As I said before in some of my previous reviews, suspense has disappeared from many modern horror films. Most of the modern films rely on extreme graphic violence, nudity, too much use of a variety of curse words and eye-candy actors that have no clue what the definition of the word “acting” really is. However, here we have a modern director who is known for his shocking graphic nature (the “Saw” franchise), upcoming stars who have the talent and the anticipation to go beyond themselves to become their characters and a familiar story that does work with the material, which was rehashed from old horror films such as “Poltergeist,” “The Amityville Horror” and one of my personal favorites, “The Exorcist.” Despite the rehash from older paranormal and demonic possession films, “The Conjuring” does deliver the scares and give you a sense of where the characters come from, creating that emotional anchor that makes you feel for them and creates tension that can cut through glass.

It’s really hard for me to pick an example that can express my love for this film and for what it stands for, but I must share the one moment that did cause a few sleepless nights after viewing the film.
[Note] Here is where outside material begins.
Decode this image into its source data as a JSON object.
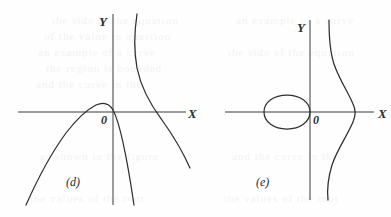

About 45 minutes into the film, there’s a small scene where one of the daughters wakes up in the middle of the night to discover that something is behind the door of the bedroom. After staring in fear into the shadows behind the darkened door, another one of the daughters wakes up to find her younger sister heavily breathing. She asks, “What’s wrong?” Then, in her panicked state, the one who sees the unknown entity very softly says, “There’s someone standing behind the door.”

Although this moment has been done multiple times before, it was the scenes and situations that lead up to this particular moment and the stellar performance from the actress that sold the atmosphere that something of the unknown was standing behind the door, watching the girls sleep. Witnessing that particular moment after being enthralled with the use of the Steadicam, sound, music and the masterful editing that captures perfect timing with the scares, I realized for the first time in a long time that I was actually scared of what was going to happen next.

Although you’ve seen this story and witnessed these character types before, it’s the craft of the whole production that sets the darkened tone and gives horror fans the scares that they have been missing.